Thursday, April 12, 2012

Italy employers' head now supports labor reform

Italy-employers-head-now-supports-labor-reform The head of Italian employers' lobby Confindustria said on Thursday that she supported Prime Minister Mario Monti's labor reform proposal only a week after she defined it as "very bad".

"We wanted something different on the firing rules, but because of our great sense of responsibility, we will limit ourselves to making some requests for minor changes to the reform proposal," Emma Marcegaglia said at a conference.

Just last week, in an interview with the Financial Times, Marcegaglia had criticized the text of the reform, saying Monti had weakened it by agreeing to scrap a measure easing firing rules.

Threatened by a nationwide strike by the CGIL, Italy's biggest union, and pressured by the Democratic Party, the government's second biggest ally in parliament, Monti agreed to water down his original proposal.

The new rules give courts the power to order employees to be reinstated when the business reasons used to justify a dismissal were deemed "manifestly inexistent". The original text foresaw only a compensation, not reinstatement.

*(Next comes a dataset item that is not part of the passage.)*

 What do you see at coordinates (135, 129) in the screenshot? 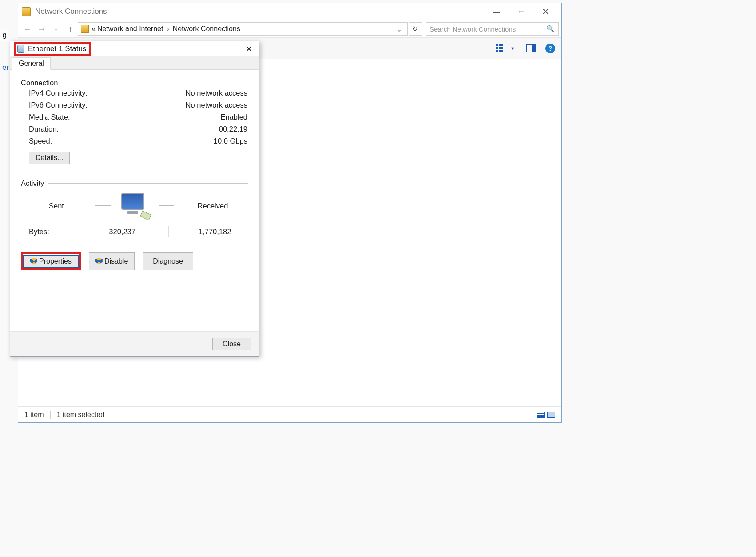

Italian media said Monti had privately blamed Marcegaglia's earlier negative comment on the labor reform for helping to drive bond yields higher. Monti's office denied the reports.

Marcegaglia defended her previous critical comments, saying they reflected the opinions of the lobby's members.

"Confindustria's criticism of the labor market reform is not a personal dispute, it stems from concerns expressed by hundreds of businesses," she said.

Debate over the bill, which may take months to pass through parliament, began in the Senate on Thursday. In a letter to the Wall Street Journal published this week, Monti said the labor reform "will have a major and positive effect on the economy".

Marcegaglia said Confindustria would ask parliament and the government to make minor changes to the reform that will make it less "rigid".